OpenSecrets.org continues to evolve. Concurrent with the “OpenData” release, we expanded our “Member Profiles” to the top 100 organizations and all industries, and simultaneously made these tables downloadable in various formats. We’ll expand these further so that users may ask what should be a simple question: did Congressman A get money from Organization B? Getting that answer is still not as easy as it should be, but it will be much easier once we add all of our standardized employer information (instead of just raw FEC data) to the individual donor search section. This is among the most valuable—and unique—tools that nobody other than CRP offers, yet we hadn’t allowed access to that data on OpenSecrets, even though the donor lookup feature is one of the most popular on the entire website! Therefore, very soon we will reprogram the donor lookup to deliver our clean, uniquely CRP data, instead of holding it back.
CRP is poised to add new features to OpenSecrets.org that maximize user flexibility and to connect the dots more effectively—linking individual and organizational donor dossiers to lobbyists, their clients, and politicians’ personal financial holdings.
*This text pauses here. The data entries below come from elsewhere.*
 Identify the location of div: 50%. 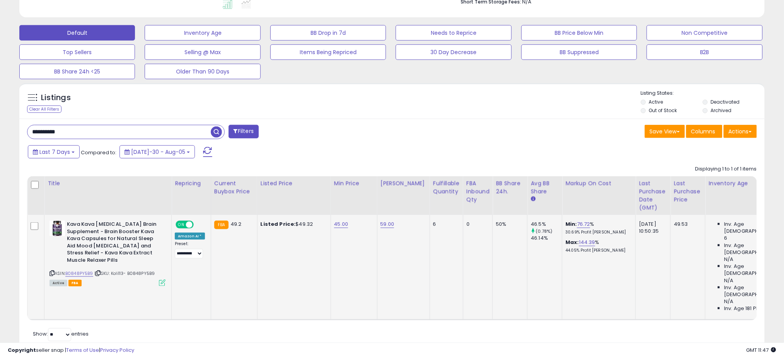
(509, 224).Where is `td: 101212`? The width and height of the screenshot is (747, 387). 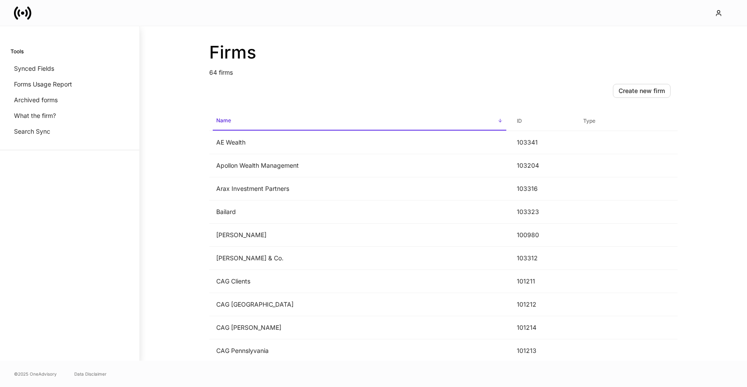
td: 101212 is located at coordinates (543, 304).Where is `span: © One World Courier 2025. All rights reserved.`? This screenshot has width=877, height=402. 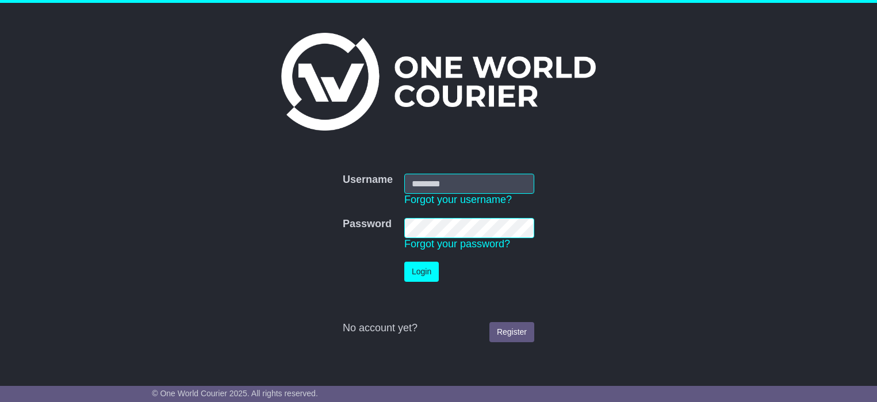
span: © One World Courier 2025. All rights reserved. is located at coordinates (235, 393).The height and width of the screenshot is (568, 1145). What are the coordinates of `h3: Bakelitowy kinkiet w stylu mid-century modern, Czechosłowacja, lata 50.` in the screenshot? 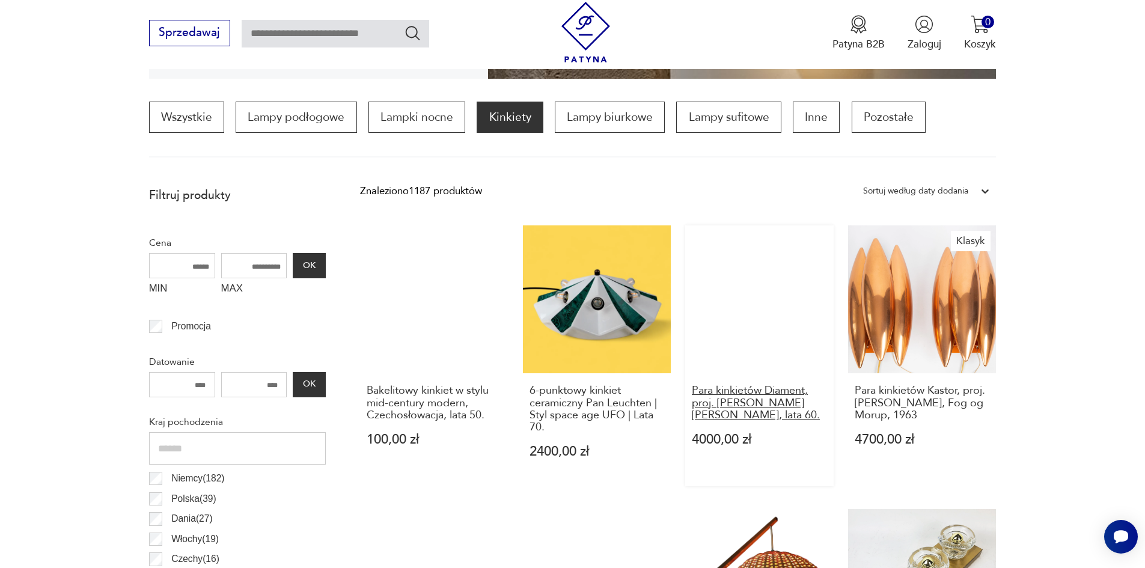 It's located at (434, 403).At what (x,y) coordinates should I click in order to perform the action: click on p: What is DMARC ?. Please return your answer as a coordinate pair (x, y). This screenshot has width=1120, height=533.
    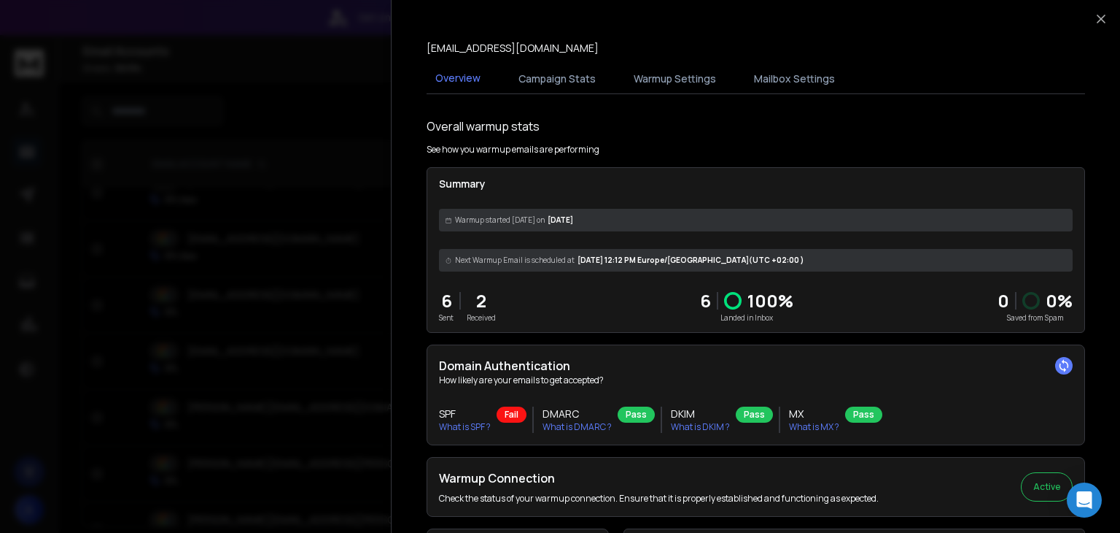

These will be integrated, and then presented with interactive options, not presented as static add-ons. And they need to pull from useful, related troves of data that other organizations publish and maintain, while also enabling new features on their sites that speak to their audiences. One such CRP mashup compares campaign contributions to earmarks, incorporating data from Taxpayers for Common Sense. And FedSpending.org (and now the government’s own USASpending.gov) makes it easy for us to incorporate government contracts that those earmarks subsidize. Especially as the Obama administration and Congress tackle wide-ranging policy debates such as health care, energy policy, and the re-regulation of Wall Street, these dossiers of leading Washington players could emerge as vital tools to clarify and inform the debate—on our site and, now, on many, many other sites too.
About the Author
Sheila Krumholz is the Center for Responsive Politics’s executive director, serving as the organization’s chief administrator, the liaison to its board and major funders, and its primary spokesperson. Sheila became executive director in December 2006, having served for eight years as CRP’s research director, supervising data analysis for OpenSecrets.org and CRP’s clients. She first joined the CRP staff in 1989 and was assistant editor of the very first edition of Open Secrets, the Center’s flagship publication.